Leviathan 477 – Recipe from David Embury’s ‘The Fine Art of Mixing Drinks’
1 part Sugar Syrup
2 parts Lemon Juice
2 parts Orange Juice
4 parts Scotch
Shake.
Leviathan is about as biblical sounding and scary as you get, and it features in initially in Judaism before making a scary life ending entry into Christianity. In most references it refers to a large frightening sea bound creature, the mouth of hell, which is often cut up and eaten as all scary biblical monsters should be (except David, by all accounts he was to small to feed the many, yes I said David, the man who took a gun to a knife fight). Over time the word has been used to refer to sea monsters in general, although where Embury got this exact tag from I’m not sure. At first I thought the number was biblical in origin, which probably says more about my lack of any theological education, now I’m beginning to wonder if it wasn’t the name of a yacht.
If I’m being honest this is one of those drinks I chose because it was fairly late and I needed a drink with which I had all of the ingredients at home for, and this seemed perfect, even if it meant putting a small cocktail sized dent in one of my mother in laws bottles of Dalmore.
I’m not a massive fan of scotch, let alone in cocktails, all those punchy flavours don’t play well with others, generally.

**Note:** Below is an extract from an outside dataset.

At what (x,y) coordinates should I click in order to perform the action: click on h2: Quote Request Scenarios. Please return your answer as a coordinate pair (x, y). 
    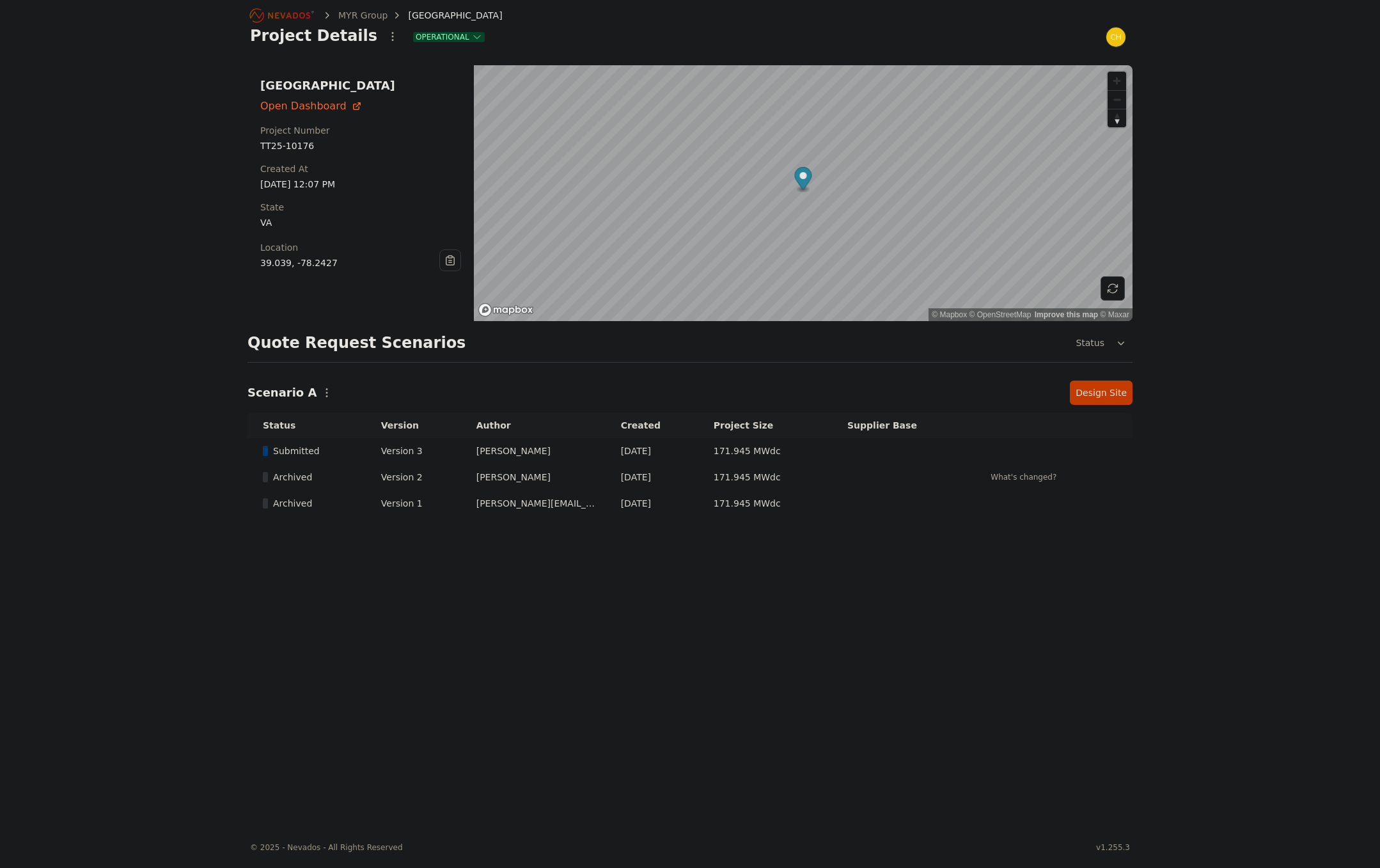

One of the exceptions to this rule I know of is a ‘blood and sand’ cocktail named after the Rudolph Valentino film of the same name, which is orange juice, scotch and cherry, I always think of the cherry as the blood, and the scotch as the scratchy sand. The proportions of this drink don’t fit into the normal Embury canon, and when drinks to vary he normally has some sort of feedback regarding just how rubbish they are, so the absence of this is interesting in itself.

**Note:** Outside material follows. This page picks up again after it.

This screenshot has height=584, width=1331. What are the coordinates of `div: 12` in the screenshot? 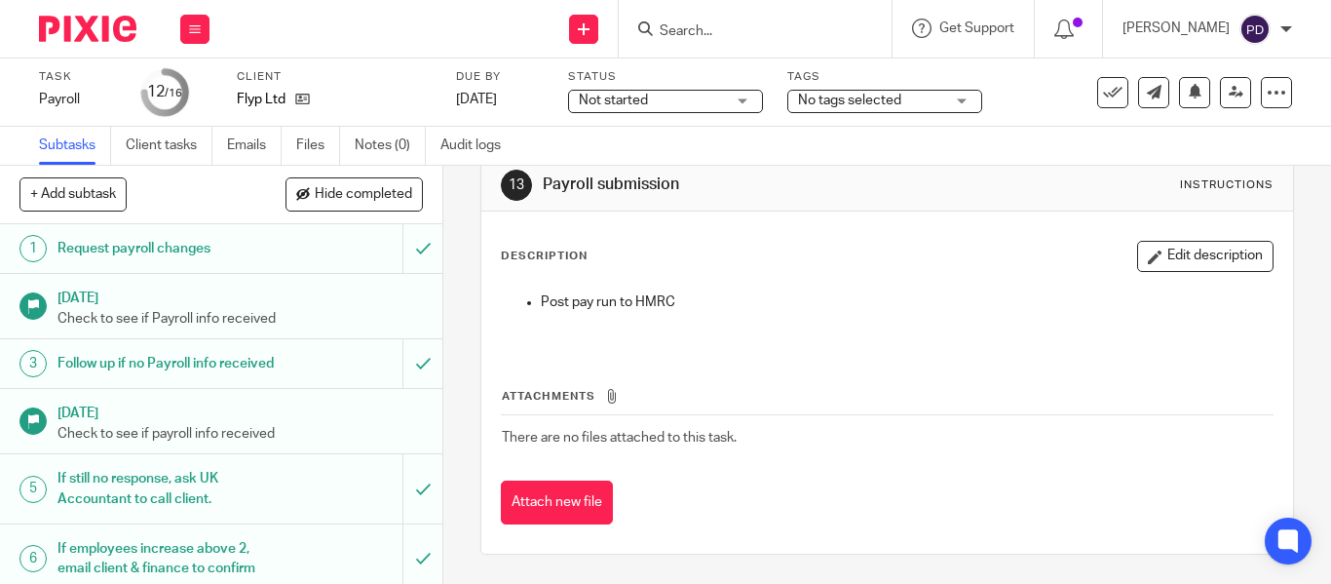 It's located at (165, 92).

The drink is actually damn good, there is a ton of fruit juice in there, that and the sugar making over half the drink, so after shaking its almost more similar to a highball then a cocktail, but I really enjoyed it, surprisingly so. Its not a drink for Scotch purists, and I feel a little bad about using Dalmore in a drink where any entry blended would suffice, but it was damn nice, and I think something I might start using in cocktail classes at Goat.